**THE TASK**
Write out each line of the entries exactly, starting at the first and finishing with the line that contains "The height and".

**RECORDS PROVIDED**
■ ■ ■ ■ ■ ■ ■
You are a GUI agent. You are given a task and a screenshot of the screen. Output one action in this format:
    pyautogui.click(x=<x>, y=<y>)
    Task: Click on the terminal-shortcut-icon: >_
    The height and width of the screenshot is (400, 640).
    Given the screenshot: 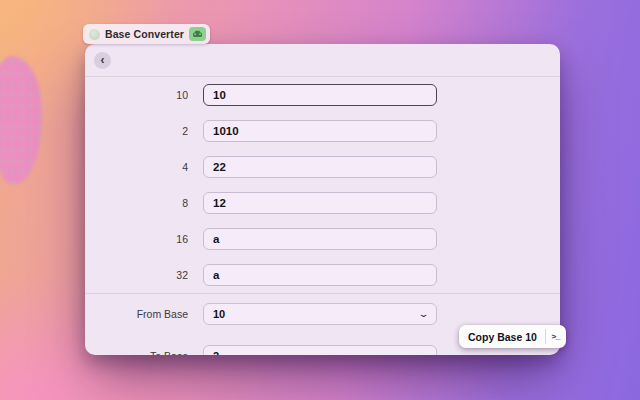 What is the action you would take?
    pyautogui.click(x=556, y=336)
■ ■ ■ ■ ■ ■ ■
**REPLY TO THE TASK**
You are a GUI agent. You are given a task and a screenshot of the screen. Output one action in this format:
    pyautogui.click(x=<x>, y=<y>)
    Task: Click on the terminal-shortcut-icon: >_
    The height and width of the screenshot is (400, 640).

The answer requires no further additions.